What Should Mental Health Nurses Do? (Sept/Oct 2006)

Friday, 01 April 2011 17:59

Openmind September/October 2006  

The more things change the more they remain the same. The news pages of the last issue of Openmind carried a report which read, 'Mental health nurses should spend more of their time in direct clinical contact with patients and cut back on administrative duties, a government review has urged. . . Sophie Corlett, Mind's Policy Director, said she was "delighted" at the review's encouragement of a more active role for nurses engaging with patients. "Too often we hear of a lack of interaction between the two, particularly on wards where patients may feel alone and abandoned," she said.'  

Sophie could have said the same thing in the years between 1968 and 1986 when I was working in large psychiatric hospitals. Walk on any ward and what you would have found were the patients sitting somnolently in well-worn chairs and in the office the nurses talking and drinking coffee. Whether you were a patient or a psychologist you approached the door of the office at your peril. You would knock timidly, and eventually one of the nurses would glance up, annoyed at being interrupted. A few of the nurses liked the psychologists, and these were usually the nurses who were very kind to the patients, but most of the nurses saw the patients and the psychologists as nothing but unwanted interruptions to the important things that the nurses were doing. If you were not sufficiently humble and grateful you would be punished. Nurses punished psychologists by advising the psychiatrists that nothing would be gained by sending a patient to see a psychologist. If the psychiatrist insisted in doing this, the nurses saw to it that the patient received a solid dose of a sedative just before the time of his appointment with the psychologist. I won't try to describe the multitude of ways patients got punished. 

Nurses spoke to patients only to question them, give orders, and tease them for the nurses' entertainment. In behaving like this the nurses were carrying out their instructions. In the hierarchy of the psychiatric system nurses were required to speak to patients as their inferiors. Conversation with patients was forbidden. On rare occasions psychiatrists would allow themselves to get in conversation with a particularly interesting patient. They would then express surprise that the patient proved to be an ordinary human. Psychiatrists could risk a conversation because they were at the top, or near the top, of the hierarchy, whereas nurses had only the domestic staff between them and the very bottom of the hierarchy, the patients. They had to keep their distance. 

This way of thinking still pervades some of the psychiatric system, but the nurses' position is even more difficult now. In the bad old days nurses could tell themselves that they had to separate themselves from the patients because the patients had a mental illness. In this so-called enlightened era nurses get two confusing messages. Patients now have some mental disorder which is caused by a gene or some chemical imbalance. This is the same as a physical illness only it affects their mind. However, this mental/physical illness can be cured by talking.  The nurses are told that talking can make people with a mental disorder think differently, and that changing how they think cures their mental disorder. Is there any physical illness you can cure just by changing how you think? Certainly, if you do what your doctor tells you to do while remaining optimistic there's a fair chance that the course of your physical illness will be shortened, but thought alone never eradicated an infection or a cancer.  

It's no wonder that many nurses are confused about what they should do. Having a conversation with someone who is suffering extreme mental distress is never easy. Even if you're not trying to help the person think differently about their situation and you just want to chat, you can find that you are bewildered or painfully upset by what the person is telling you. It's no wonder that nurses, faced with a choice of having a difficult conversation or filling in a boring form, go for the form every time.  

The only way to solve this conflict is to abandon the metaphor of mental distress being an illness and to recognise what it actually is, our response to being hurt, betrayed, abandoned, shamed, humiliated, and finding ourselves unable to make some kind of sense of our lives that we can live with happily. We need people around us who accept us as we are, who look after us when we can't look after ourselves, who understand the processes that lead to our suffering, and who can demonstrate in themselves the courage and wisdom needed to learn from our suffering and face life again. 

Dorothy Rowe Beyond Fear second edition HarperCollins.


*DESCRIPTION OF THE TASK*.
Your answer should hold exactly the lines from the line containing "Locate the bounding box of 'suit'." through the end of the entries that follow.

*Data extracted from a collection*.
━━━

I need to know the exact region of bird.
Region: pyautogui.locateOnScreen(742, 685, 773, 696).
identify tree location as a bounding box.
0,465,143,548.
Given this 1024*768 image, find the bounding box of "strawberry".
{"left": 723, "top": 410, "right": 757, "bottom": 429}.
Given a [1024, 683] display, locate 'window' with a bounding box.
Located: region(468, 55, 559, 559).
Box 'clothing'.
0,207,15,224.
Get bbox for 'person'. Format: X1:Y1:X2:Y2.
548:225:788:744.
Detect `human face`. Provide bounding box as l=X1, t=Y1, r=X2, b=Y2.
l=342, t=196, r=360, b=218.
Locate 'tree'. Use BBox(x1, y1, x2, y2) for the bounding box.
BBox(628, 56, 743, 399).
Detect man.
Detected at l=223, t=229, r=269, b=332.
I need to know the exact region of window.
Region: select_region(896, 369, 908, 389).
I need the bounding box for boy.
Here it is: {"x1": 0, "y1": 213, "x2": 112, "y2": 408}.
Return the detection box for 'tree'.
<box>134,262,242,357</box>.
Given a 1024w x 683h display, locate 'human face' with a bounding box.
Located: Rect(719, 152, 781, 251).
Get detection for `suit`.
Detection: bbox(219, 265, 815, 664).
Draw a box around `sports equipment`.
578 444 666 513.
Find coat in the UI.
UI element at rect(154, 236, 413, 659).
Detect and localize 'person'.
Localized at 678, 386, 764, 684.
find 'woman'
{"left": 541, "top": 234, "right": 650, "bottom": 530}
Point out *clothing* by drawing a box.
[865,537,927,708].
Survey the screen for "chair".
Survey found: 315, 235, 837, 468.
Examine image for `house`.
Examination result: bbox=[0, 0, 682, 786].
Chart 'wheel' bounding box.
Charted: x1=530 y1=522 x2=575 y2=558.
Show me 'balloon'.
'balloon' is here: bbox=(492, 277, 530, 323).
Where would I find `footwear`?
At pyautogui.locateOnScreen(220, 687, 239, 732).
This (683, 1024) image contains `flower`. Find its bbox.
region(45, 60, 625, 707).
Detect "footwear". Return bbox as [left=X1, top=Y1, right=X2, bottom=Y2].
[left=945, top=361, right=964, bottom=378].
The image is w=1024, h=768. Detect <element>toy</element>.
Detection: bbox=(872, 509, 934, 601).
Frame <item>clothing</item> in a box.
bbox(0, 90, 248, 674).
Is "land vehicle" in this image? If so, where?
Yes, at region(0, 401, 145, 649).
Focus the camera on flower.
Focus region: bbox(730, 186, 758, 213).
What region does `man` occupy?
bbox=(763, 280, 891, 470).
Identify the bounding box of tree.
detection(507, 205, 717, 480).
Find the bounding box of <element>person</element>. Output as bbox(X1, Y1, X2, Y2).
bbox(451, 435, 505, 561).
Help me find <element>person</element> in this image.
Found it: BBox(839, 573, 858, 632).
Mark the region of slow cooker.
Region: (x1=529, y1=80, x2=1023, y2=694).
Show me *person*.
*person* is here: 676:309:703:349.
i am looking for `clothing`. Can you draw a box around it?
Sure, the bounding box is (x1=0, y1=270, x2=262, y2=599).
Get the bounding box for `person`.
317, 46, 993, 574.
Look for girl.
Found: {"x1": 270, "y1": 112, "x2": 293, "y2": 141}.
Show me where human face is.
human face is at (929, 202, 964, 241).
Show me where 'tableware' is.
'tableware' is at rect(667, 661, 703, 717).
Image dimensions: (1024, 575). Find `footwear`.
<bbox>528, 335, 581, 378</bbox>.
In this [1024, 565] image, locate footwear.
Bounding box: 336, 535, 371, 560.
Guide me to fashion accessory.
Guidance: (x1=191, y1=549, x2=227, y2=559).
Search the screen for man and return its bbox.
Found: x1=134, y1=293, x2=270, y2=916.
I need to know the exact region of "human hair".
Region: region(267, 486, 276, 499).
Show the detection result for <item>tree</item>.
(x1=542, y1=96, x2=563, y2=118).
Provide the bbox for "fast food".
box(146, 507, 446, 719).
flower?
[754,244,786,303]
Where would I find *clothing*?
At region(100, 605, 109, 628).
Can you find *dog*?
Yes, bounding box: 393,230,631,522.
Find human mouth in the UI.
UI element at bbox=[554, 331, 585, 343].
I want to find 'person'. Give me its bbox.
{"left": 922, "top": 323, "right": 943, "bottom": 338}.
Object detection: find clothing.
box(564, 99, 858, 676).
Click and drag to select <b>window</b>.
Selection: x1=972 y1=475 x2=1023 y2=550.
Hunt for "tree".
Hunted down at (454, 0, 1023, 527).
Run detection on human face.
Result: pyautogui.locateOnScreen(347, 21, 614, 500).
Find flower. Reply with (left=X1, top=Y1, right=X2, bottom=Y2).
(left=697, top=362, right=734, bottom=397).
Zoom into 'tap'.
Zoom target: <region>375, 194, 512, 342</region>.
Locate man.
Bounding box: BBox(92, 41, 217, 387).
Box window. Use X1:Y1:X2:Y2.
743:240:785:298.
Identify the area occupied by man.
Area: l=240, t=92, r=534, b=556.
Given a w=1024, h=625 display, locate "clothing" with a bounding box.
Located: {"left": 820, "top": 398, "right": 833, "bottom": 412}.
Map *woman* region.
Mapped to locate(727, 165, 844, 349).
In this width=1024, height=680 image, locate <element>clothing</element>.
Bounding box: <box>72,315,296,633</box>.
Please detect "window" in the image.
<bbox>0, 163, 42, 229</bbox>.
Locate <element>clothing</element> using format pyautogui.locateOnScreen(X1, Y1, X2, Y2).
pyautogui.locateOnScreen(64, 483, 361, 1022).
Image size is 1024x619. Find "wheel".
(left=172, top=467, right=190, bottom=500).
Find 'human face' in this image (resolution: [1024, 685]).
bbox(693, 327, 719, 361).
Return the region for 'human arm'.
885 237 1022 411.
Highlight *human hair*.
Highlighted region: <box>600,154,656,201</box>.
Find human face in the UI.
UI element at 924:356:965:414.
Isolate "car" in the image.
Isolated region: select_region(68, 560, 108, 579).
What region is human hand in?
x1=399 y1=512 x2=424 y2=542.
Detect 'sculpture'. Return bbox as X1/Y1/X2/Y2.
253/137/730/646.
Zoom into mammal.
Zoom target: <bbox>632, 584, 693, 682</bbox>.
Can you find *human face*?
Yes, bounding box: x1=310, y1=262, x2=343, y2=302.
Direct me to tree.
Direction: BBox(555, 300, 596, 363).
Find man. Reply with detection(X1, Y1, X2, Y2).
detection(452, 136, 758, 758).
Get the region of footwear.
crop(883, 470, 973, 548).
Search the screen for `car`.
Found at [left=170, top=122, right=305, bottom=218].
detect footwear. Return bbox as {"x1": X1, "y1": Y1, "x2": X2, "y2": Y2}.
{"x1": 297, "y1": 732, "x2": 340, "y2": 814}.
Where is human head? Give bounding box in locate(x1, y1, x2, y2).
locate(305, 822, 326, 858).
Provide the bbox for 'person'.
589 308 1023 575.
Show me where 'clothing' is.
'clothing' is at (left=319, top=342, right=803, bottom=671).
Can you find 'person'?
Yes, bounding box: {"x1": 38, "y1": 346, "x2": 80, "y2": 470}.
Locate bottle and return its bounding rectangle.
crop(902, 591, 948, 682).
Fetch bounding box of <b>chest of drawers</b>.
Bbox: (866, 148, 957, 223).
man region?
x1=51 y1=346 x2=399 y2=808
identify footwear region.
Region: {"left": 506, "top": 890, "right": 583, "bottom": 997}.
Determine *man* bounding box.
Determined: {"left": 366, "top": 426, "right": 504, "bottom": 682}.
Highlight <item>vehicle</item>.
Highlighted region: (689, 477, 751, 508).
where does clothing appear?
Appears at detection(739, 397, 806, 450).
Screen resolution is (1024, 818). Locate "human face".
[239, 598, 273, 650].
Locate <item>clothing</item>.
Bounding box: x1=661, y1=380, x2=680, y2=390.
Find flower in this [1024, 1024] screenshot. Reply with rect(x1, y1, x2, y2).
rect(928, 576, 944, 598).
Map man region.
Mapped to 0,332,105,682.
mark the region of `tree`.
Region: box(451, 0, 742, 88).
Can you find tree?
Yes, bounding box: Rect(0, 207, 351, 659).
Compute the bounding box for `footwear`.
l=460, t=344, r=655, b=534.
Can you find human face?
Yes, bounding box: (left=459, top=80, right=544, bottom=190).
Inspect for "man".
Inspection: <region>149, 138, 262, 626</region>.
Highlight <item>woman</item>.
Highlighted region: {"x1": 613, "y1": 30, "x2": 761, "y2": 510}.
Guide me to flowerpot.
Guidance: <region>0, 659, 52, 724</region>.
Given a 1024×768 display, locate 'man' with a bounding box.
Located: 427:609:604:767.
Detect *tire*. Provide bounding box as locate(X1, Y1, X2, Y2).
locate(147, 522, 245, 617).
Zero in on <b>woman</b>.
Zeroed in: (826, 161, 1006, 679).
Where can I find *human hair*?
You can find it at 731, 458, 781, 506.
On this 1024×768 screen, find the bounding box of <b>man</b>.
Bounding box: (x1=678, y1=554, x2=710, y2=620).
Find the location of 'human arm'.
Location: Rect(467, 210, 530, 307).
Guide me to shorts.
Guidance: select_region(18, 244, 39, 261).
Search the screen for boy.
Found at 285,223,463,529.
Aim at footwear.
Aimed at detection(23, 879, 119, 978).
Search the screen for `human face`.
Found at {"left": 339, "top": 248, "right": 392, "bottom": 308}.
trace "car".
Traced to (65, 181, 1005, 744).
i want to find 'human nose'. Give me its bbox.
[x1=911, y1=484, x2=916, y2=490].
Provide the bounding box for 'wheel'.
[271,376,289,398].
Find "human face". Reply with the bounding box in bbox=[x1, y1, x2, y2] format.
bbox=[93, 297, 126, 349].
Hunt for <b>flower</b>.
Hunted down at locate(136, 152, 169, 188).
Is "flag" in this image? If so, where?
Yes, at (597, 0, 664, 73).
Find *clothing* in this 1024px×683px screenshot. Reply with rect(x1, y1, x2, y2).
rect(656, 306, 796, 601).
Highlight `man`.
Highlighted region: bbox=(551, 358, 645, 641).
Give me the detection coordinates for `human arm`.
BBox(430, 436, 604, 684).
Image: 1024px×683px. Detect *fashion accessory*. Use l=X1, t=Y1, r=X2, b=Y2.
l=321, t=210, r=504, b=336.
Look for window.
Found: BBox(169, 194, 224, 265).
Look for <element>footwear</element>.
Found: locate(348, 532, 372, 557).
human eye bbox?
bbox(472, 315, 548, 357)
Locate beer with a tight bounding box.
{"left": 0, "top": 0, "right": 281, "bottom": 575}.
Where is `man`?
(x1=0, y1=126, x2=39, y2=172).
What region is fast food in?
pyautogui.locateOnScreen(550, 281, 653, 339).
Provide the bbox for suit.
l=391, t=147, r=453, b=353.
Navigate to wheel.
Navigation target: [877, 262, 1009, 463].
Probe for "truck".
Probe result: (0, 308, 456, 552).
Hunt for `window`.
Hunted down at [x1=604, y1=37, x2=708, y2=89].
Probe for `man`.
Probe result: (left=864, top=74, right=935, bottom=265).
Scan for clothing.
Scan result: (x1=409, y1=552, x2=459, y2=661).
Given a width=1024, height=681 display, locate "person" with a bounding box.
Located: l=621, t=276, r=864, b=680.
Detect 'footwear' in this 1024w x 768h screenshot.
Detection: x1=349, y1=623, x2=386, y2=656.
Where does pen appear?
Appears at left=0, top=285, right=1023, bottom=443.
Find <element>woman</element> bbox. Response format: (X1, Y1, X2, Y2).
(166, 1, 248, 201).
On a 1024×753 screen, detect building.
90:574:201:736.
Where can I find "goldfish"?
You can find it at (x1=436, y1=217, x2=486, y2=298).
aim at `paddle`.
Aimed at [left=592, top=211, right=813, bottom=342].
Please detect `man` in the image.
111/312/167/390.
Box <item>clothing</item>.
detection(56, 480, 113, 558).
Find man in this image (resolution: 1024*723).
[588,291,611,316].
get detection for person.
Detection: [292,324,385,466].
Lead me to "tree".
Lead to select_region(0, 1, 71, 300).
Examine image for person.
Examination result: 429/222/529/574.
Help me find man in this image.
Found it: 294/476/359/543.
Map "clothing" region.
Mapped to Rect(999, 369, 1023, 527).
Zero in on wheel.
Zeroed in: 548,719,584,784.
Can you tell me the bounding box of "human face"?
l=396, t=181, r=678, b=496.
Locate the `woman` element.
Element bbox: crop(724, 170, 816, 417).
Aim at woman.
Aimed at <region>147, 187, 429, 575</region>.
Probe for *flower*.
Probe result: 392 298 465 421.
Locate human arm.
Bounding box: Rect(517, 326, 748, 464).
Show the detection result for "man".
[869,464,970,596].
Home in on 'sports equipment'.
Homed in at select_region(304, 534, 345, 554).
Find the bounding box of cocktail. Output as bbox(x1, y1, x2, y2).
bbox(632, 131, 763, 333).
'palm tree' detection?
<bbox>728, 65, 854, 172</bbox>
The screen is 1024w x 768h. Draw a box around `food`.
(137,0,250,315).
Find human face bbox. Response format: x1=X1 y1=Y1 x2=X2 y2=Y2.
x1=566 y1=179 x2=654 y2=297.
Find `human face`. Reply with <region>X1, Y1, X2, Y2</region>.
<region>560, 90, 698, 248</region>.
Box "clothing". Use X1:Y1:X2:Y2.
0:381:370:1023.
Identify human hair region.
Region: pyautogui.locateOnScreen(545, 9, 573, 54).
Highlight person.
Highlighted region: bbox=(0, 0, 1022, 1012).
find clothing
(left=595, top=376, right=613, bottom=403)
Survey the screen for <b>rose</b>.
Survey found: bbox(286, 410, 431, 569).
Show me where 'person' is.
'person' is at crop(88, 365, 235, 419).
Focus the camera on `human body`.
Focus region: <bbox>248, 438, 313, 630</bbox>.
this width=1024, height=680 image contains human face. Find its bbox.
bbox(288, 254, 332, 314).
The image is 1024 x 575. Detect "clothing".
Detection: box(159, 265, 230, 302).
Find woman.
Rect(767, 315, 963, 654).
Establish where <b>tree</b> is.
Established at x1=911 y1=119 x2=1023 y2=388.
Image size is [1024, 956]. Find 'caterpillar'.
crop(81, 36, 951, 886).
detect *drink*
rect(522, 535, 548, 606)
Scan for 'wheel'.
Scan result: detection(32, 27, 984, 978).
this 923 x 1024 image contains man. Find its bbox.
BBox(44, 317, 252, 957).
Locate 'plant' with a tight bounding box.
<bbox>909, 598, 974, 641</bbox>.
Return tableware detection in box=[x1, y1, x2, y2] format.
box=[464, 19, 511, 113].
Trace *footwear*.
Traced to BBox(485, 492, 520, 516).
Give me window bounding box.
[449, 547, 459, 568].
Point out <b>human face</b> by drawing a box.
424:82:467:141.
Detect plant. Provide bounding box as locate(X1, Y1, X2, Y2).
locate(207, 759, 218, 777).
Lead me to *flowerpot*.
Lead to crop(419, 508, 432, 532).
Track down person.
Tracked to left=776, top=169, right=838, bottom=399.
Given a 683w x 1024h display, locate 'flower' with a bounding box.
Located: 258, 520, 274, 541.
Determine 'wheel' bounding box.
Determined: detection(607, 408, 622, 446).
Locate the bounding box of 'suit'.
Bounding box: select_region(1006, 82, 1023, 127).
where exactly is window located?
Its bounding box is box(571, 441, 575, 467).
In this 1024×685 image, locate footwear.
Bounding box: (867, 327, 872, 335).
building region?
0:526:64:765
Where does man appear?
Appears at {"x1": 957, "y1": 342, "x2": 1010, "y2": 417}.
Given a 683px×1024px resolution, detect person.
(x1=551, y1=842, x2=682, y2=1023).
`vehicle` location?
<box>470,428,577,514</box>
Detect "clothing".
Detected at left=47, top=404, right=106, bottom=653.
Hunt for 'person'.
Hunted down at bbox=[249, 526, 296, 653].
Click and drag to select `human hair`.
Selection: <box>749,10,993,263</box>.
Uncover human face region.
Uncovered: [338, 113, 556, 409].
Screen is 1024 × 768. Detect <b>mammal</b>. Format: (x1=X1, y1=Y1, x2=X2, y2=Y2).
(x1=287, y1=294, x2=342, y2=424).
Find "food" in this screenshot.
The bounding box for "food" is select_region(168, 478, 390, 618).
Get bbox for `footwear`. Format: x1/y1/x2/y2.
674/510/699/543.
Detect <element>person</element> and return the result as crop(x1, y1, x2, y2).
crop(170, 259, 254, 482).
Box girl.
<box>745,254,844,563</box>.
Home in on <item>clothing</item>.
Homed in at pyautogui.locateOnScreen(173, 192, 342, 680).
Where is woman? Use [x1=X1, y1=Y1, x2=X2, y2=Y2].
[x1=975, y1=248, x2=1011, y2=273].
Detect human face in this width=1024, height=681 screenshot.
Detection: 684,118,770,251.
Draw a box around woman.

━━━

*EXERCISE OUTPUT*.
Locate the bounding box of 'suit'.
Bounding box: select_region(1006, 82, 1023, 127).
where exactly is window located?
Its bounding box is box(571, 441, 575, 467).
In this 1024×685 image, locate footwear.
Bounding box: (867, 327, 872, 335).
building region?
0:526:64:765
Where does man appear?
Appears at {"x1": 957, "y1": 342, "x2": 1010, "y2": 417}.
Given a 683px×1024px resolution, detect person.
(x1=551, y1=842, x2=682, y2=1023).
`vehicle` location?
<box>470,428,577,514</box>
Detect "clothing".
Detected at left=47, top=404, right=106, bottom=653.
Hunt for 'person'.
Hunted down at bbox=[249, 526, 296, 653].
Click and drag to select `human hair`.
Selection: <box>749,10,993,263</box>.
Uncover human face region.
Uncovered: [338, 113, 556, 409].
Screen is 1024 × 768. Detect <b>mammal</b>. Format: (x1=X1, y1=Y1, x2=X2, y2=Y2).
(x1=287, y1=294, x2=342, y2=424).
Find "food" in this screenshot.
The bounding box for "food" is select_region(168, 478, 390, 618).
Get bbox for `footwear`. Format: x1/y1/x2/y2.
674/510/699/543.
Detect <element>person</element> and return the result as crop(x1, y1, x2, y2).
crop(170, 259, 254, 482).
Box girl.
<box>745,254,844,563</box>.
Home in on <item>clothing</item>.
Homed in at pyautogui.locateOnScreen(173, 192, 342, 680).
Where is woman? Use [x1=X1, y1=Y1, x2=X2, y2=Y2].
[x1=975, y1=248, x2=1011, y2=273].
Detect human face in this width=1024, height=681 screenshot.
Detection: 684,118,770,251.
Draw a box around woman.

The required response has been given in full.